The bedrock beneath McKean County is made of old shale and sandstone rock that holds water in its cracks and small spaces. This rock formed hundreds of millions of years ago and breaks down slowly, releasing minerals into the groundwater. Wells in this area pull water directly from these fractured rock layers.
Iron, radon, and chloride come from the rock itself and from how water moves through it. Iron and other metals dissolve out of the shale and sandstone as groundwater sits in the cracks. Radon is a radioactive gas that forms naturally in old rock and seeps into the water. Chloride can come from road salt that soaks down from winter spreading on roads and from old salt deposits trapped in the rock layers.
The water here is very salty and has high amounts of iron and sulfate. This means the water tastes bitter or salty and leaves orange-brown stains on sinks and laundry. The minerals also build up thick, hard scale inside pipes and water heaters, shortening their life and reducing water flow.
McKean County well water shows three contaminants that exceed EPA health standards: radon, chloride, and iron. Radon is a radioactive gas that comes from the rock beneath the county. Chloride and iron also show up at levels that warrant attention. These three together mean your water needs testing to understand what you're actually dealing with.

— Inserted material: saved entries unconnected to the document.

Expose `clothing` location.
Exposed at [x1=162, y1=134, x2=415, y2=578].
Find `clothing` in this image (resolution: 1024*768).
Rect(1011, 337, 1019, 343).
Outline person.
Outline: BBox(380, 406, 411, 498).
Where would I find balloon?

Long-term exposure to radon increases lung cancer risk, especially in homes with poor ventilation. High iron stains your sinks, toilets, and clothes orange or brown, and it makes water taste metallic and unpleasant. Chloride at elevated levels makes water taste salty and can damage pipes and fixtures over time. These minerals are not just annoying—they affect your health and your home.
Get your well tested by a certified lab right away. A basic health screen for bacteria and nitrate costs fifty to one hundred dollars, while a comprehensive metals and radon panel runs two hundred to four hundred dollars. A whole-house treatment system that removes iron and radon together can address multiple problems at once.

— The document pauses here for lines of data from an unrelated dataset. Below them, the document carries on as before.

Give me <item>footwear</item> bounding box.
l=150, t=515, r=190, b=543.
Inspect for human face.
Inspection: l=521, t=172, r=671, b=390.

| Contaminant | Samples ⓘ | % Above MCL ⓘ | Distribution ⓘ | Confidence ⓘ | Risk ⓘ |
|---|---|---|---|---|---|
| Iron | 7 | 83% | 29% · 0% · 71% | Low | High |
| Radon | 10 | 20% | 70% · 10% · 20% | Low | High ⓘ |
| Chloride | 98 | 12% | 81% · 7% · 12% | Moderate | Moderate |
| Sulfate | 33 | 0% | 100% · 0% · 0% | Moderate | Low |
| Fluoride | 3 | 0% | 100% · 0% · 0% | Low | Low |
| Manganese | 2 | 0% | 100% · 0% · 0% | Low | Low |
| Arsenic | 5 | 0% | 60% · 40% · 0% | Low | Moderate |
| Uranium | 5 | 0% | 100% · 0% · 0% | Low | Low |
| Fecal Coliform | 1 | — | — | Low | Safe |
| E. coli | 1 | 0% | 100% · 0% · 0% | Low | Safe |
| Sodium | 79 | — | — | Moderate | Low |
| Nitrate | 1 | 0% | 100% · 0% · 0% | Low | Safe |
| pH | 12 | — | — | Low | Low |
| Nitrite | 1 | 0% | 100% · 0% · 0% | Low | Safe |
| Lead | 1 | 0% | 100% · 0% · 0% | Low | Safe |
| Hardness | 1 | — | — | Low | Safe |
| Total Coliform | 1 | 0% | 100% · 0% · 0% | Low | Safe |
| Nitrate | 15 | — | — | Moderate | Low |
MCL = Maximum Contaminant Level (EPA limit for public water; used as benchmark for private wells). Distribution shows % of sampled wells in each concentration band. Methodology.